Simi Valley resident Dolly Ann Leahy, formerly known as Dolly Barrera, pleaded guilty to one count of corporate embezzlement and two counts of money laundering last week in Ventura County Superior Court.

Leahy is expected to be sentenced in early December and could face up to eight years in state prison.

The guilty plea came after a lengthy and complicated investigation by local and federal law enforcement agents that culminated in Leahy's 2005 arrest and extradition from the Cayman Islands.

Leahy, 43, and her husband, Anthony Leahy, 46, allegedly created a phony company to over-bill Camarillo-based electronics manufacturer Power-One for $1.7 million in highly inflated parts orders.

While working as a parts purchaser for Power-One in 2002, Leahy opened a shell company called AT Components. She would buy parts for Power-One through AT Components, often marking up the prices considerably.

She placed $1.7 million in orders from Power-One between February and October 2002, when the scheme was discovered by the company's accounting department.

Randall Holliday, attorney for Power-One, said AT Components' bills came to be noticed by one of Leahy's supervisors because the unknown company had become one of PowerOne's top parts suppliers in a span of nine months.

Holliday also said the parts AT Components sold to Power-One were much more expensive than those of the firm's other suppliers. In one instance, the price for a part was 200 times higher than what Leahy paid for it, investigators said.

Leahy quit working at PowerOne the day she was asked about AT Components, Holliday said.

"Almost immediately upon being questioned, Dolly left the building and never came back," he said.

Power-One stopped payment to Leahy's fake company, but nearly $1 million had already been paid to the bogus parts supplier, according to the Ventura County district attorney's office.

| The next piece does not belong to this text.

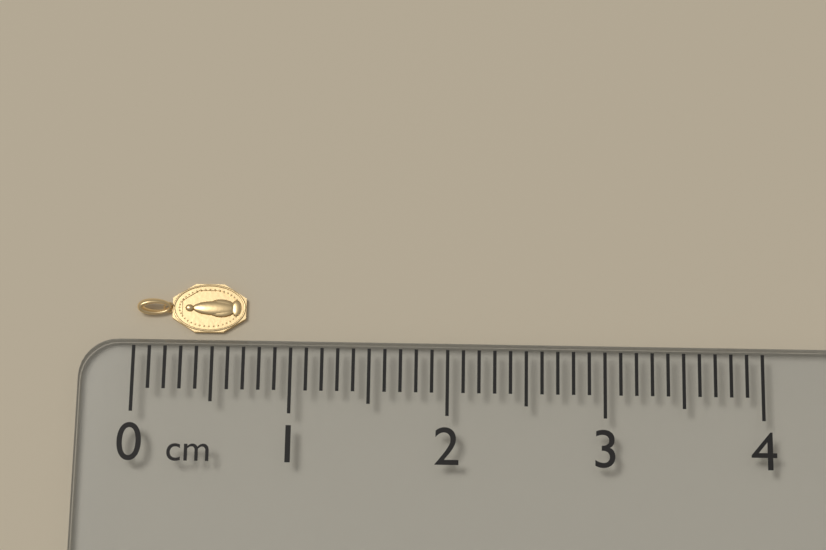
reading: 0.7 cm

When Leahy learned in October 2002 that she was being sued by PowerOne, she wired an estimated $750,000 to various offshore accounts.

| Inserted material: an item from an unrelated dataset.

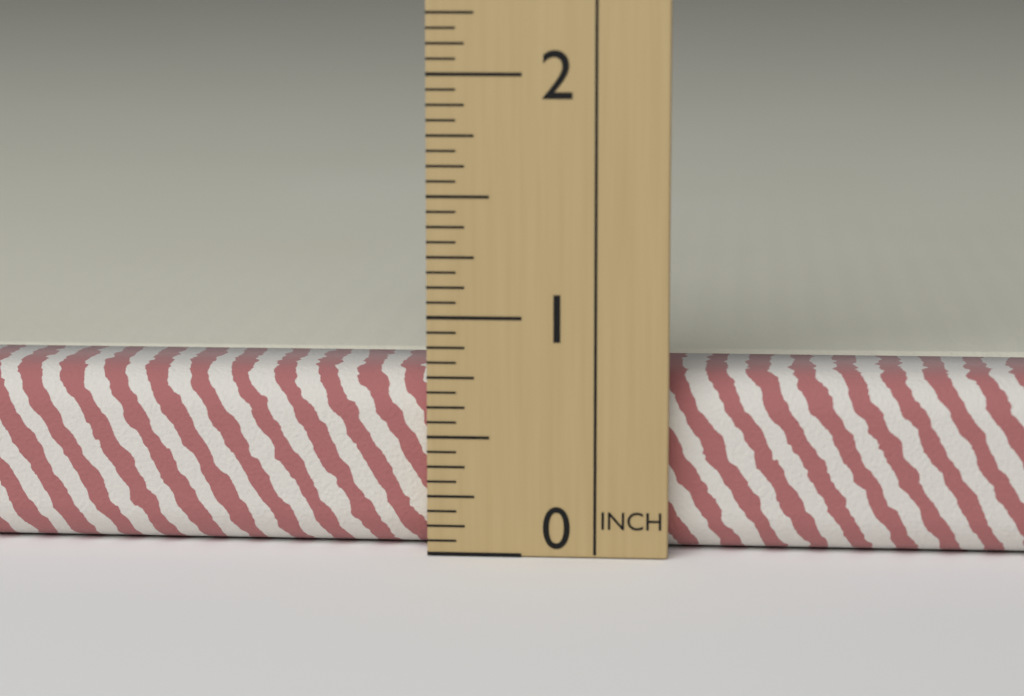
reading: 0.7500 in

Nearly three years later she was arrested in the Cayman Islands and brought back to face charges in Ventura County. Leahy's husband was arrested in May of this year when he flew from England to Las Vegas, authorities said.

Anthony Leahy is being held without bail and faces multiple embezzlement and money laundering charges. According to records, he is set to appear in court later this month.

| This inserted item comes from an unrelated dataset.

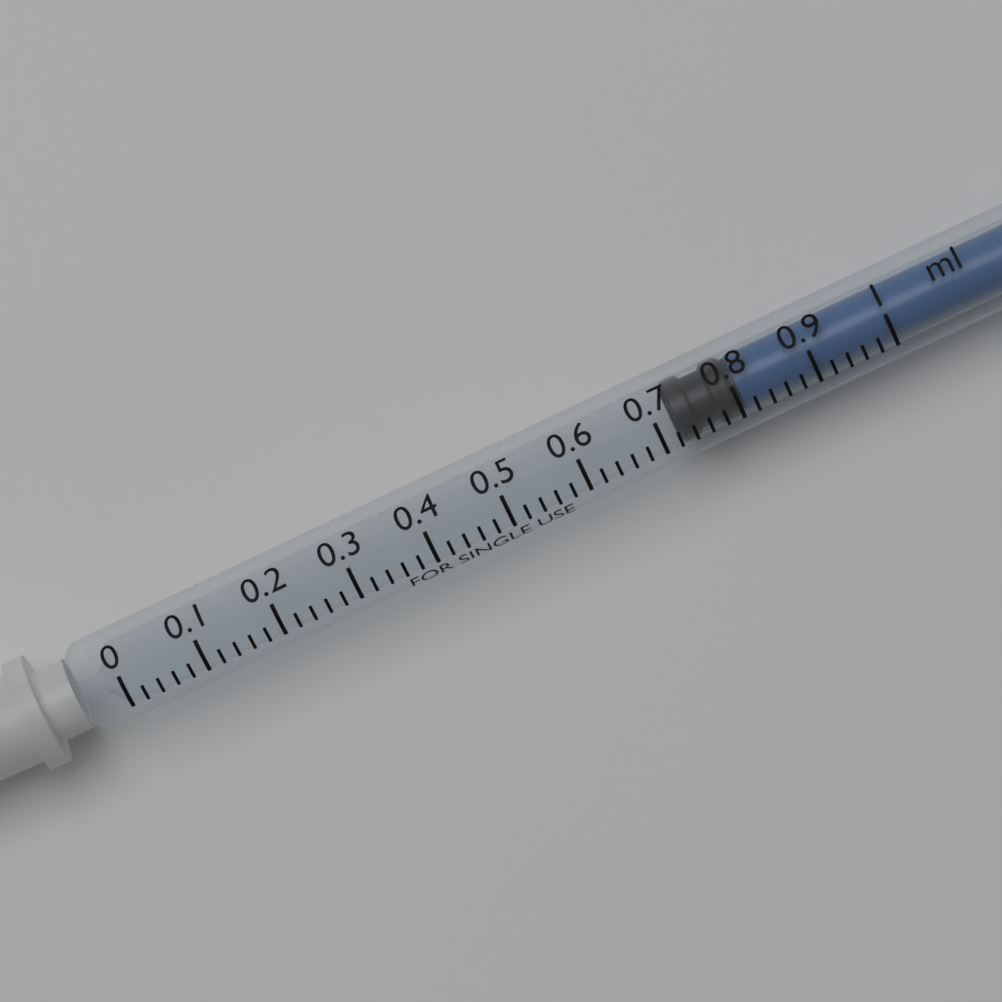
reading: 0.72 ml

"It was heartening to see law enforcement get behind this and, in fact, prove to these people . . . that you can run, but you can't hide," Holliday said.

Power-One is a publicly traded company expected to post nearly $500 million in revenue this year, a company official said.

In October, PowerOne acquired Power Electronics Group's Magnetek Inc. for $72 million. The company employs nearly 4,000 people worldwide.